Ensuring we deliver sustainable NHS services in the future

You will have seen lots of media coverage over recent months about the financial challenges the NHS is facing, as it looks to change the way it oversees and delivers services in the future and stay within the budgets it has available. 

This includes national announcements about how the national body that oversees the delivery of NHS services, NHS England, will be merging with the Department of Health and Social Care to reduce management oversight costs and ensure that money is prioritised for care delivery. 

The Trust, like all NHS organisations, is also facing the challenges of living within the budgets we have and is having to look locally at whether we are making the very best of every £1 we spend.

Like everyone at home, we are struggling with the increasing costs of things like energy, food and increased national insurance contributions, and it has been increasingly difficult to pay for everything within the £190m budget we have each year.

We have done significant work already to look at how efficiently and effectively we are using our budgets and have already identified significant savings we could make to be as productive as possible and prioritise spend on direct patient care. What we do know, however, is there is more we need to do to ensure we don’t end with a deficit in March 2026.

More work has already started to look at every inch of how we deliver our services, including at how productive we are being, our spend on supporting services versus direct care delivery and are we getting the best value for money for the things we buy and contract out.

We know this is going to involve some very difficult decisions and that we are going to have to work differently in the future, and we’ll be talking lots more in the coming months on what type of ways we may have to change.

Please be assured, however, that our underlying principle will continue to be that our patients and carers are at the heart of decision making and we will be trying as far as possible to look at costs that are furthest away from patient care first.

We will also have robust processes in place to ensure we look carefully at the impact through various lenses, including patient safety, quality and patient experience and any unintended consequences on any particular group of our community.

This will be a very challenging time and we ask that you bear with us while we undertake this work in more detail to be able to explain more on what this might mean. We will update again as soon as we are able.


Task brief >>
The expected output is every entry, repeated exactly.

Data for this task >>
- - -

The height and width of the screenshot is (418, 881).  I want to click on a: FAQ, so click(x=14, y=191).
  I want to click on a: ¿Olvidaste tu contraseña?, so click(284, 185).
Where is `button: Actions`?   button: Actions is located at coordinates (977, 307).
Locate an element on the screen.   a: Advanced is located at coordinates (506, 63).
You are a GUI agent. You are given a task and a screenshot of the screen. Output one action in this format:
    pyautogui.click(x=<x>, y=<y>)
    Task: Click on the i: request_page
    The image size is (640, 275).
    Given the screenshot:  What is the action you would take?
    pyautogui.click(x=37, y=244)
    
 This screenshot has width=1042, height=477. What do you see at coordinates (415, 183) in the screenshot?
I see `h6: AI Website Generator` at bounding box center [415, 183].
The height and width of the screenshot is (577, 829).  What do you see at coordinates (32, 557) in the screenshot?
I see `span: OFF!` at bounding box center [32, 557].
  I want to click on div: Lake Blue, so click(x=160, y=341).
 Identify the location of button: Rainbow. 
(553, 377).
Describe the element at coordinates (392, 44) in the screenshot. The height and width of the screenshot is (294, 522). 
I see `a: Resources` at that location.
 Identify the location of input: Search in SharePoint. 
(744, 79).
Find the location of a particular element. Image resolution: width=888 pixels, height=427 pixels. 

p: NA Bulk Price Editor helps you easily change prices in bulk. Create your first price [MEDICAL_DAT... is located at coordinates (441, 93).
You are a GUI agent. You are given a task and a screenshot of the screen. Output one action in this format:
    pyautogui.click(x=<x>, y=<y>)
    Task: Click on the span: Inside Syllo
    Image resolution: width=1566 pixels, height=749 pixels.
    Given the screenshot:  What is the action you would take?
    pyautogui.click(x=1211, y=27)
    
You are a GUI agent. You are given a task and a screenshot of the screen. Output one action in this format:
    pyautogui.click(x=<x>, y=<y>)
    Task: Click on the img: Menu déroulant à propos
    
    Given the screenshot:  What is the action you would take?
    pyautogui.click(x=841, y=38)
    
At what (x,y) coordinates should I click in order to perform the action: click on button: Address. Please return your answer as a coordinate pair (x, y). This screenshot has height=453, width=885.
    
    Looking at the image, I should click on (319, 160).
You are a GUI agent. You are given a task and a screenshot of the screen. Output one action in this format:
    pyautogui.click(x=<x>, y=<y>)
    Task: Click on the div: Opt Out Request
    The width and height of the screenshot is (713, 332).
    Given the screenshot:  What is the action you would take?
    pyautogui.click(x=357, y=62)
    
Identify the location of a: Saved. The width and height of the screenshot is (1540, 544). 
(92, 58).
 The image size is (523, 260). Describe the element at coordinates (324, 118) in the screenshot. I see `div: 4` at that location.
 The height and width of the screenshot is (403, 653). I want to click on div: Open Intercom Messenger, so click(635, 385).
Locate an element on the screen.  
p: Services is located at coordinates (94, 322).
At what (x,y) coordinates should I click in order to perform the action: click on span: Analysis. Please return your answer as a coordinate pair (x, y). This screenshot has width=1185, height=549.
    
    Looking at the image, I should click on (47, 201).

- - -

Task output >>
The height and width of the screenshot is (418, 881).  I want to click on a: FAQ, so click(x=14, y=191).
  I want to click on a: ¿Olvidaste tu contraseña?, so click(284, 185).
Where is `button: Actions`?   button: Actions is located at coordinates (977, 307).
Locate an element on the screen.   a: Advanced is located at coordinates (506, 63).
You are a GUI agent. You are given a task and a screenshot of the screen. Output one action in this format:
    pyautogui.click(x=<x>, y=<y>)
    Task: Click on the i: request_page
    The image size is (640, 275).
    Given the screenshot:  What is the action you would take?
    pyautogui.click(x=37, y=244)
    
 This screenshot has width=1042, height=477. What do you see at coordinates (415, 183) in the screenshot?
I see `h6: AI Website Generator` at bounding box center [415, 183].
The height and width of the screenshot is (577, 829).  What do you see at coordinates (32, 557) in the screenshot?
I see `span: OFF!` at bounding box center [32, 557].
  I want to click on div: Lake Blue, so click(x=160, y=341).
 Identify the location of button: Rainbow. 
(553, 377).
Describe the element at coordinates (392, 44) in the screenshot. The height and width of the screenshot is (294, 522). 
I see `a: Resources` at that location.
 Identify the location of input: Search in SharePoint. 
(744, 79).
Find the location of a particular element. Image resolution: width=888 pixels, height=427 pixels. 

p: NA Bulk Price Editor helps you easily change prices in bulk. Create your first price [MEDICAL_DAT... is located at coordinates (441, 93).
You are a GUI agent. You are given a task and a screenshot of the screen. Output one action in this format:
    pyautogui.click(x=<x>, y=<y>)
    Task: Click on the span: Inside Syllo
    Image resolution: width=1566 pixels, height=749 pixels.
    Given the screenshot:  What is the action you would take?
    pyautogui.click(x=1211, y=27)
    
You are a GUI agent. You are given a task and a screenshot of the screen. Output one action in this format:
    pyautogui.click(x=<x>, y=<y>)
    Task: Click on the img: Menu déroulant à propos
    
    Given the screenshot:  What is the action you would take?
    pyautogui.click(x=841, y=38)
    
At what (x,y) coordinates should I click in order to perform the action: click on button: Address. Please return your answer as a coordinate pair (x, y). This screenshot has height=453, width=885.
    
    Looking at the image, I should click on (319, 160).
You are a GUI agent. You are given a task and a screenshot of the screen. Output one action in this format:
    pyautogui.click(x=<x>, y=<y>)
    Task: Click on the div: Opt Out Request
    The width and height of the screenshot is (713, 332).
    Given the screenshot:  What is the action you would take?
    pyautogui.click(x=357, y=62)
    
Identify the location of a: Saved. The width and height of the screenshot is (1540, 544). 
(92, 58).
 The image size is (523, 260). Describe the element at coordinates (324, 118) in the screenshot. I see `div: 4` at that location.
 The height and width of the screenshot is (403, 653). I want to click on div: Open Intercom Messenger, so click(635, 385).
Locate an element on the screen.  
p: Services is located at coordinates (94, 322).
At what (x,y) coordinates should I click in order to perform the action: click on span: Analysis. Please return your answer as a coordinate pair (x, y). This screenshot has width=1185, height=549.
    
    Looking at the image, I should click on (47, 201).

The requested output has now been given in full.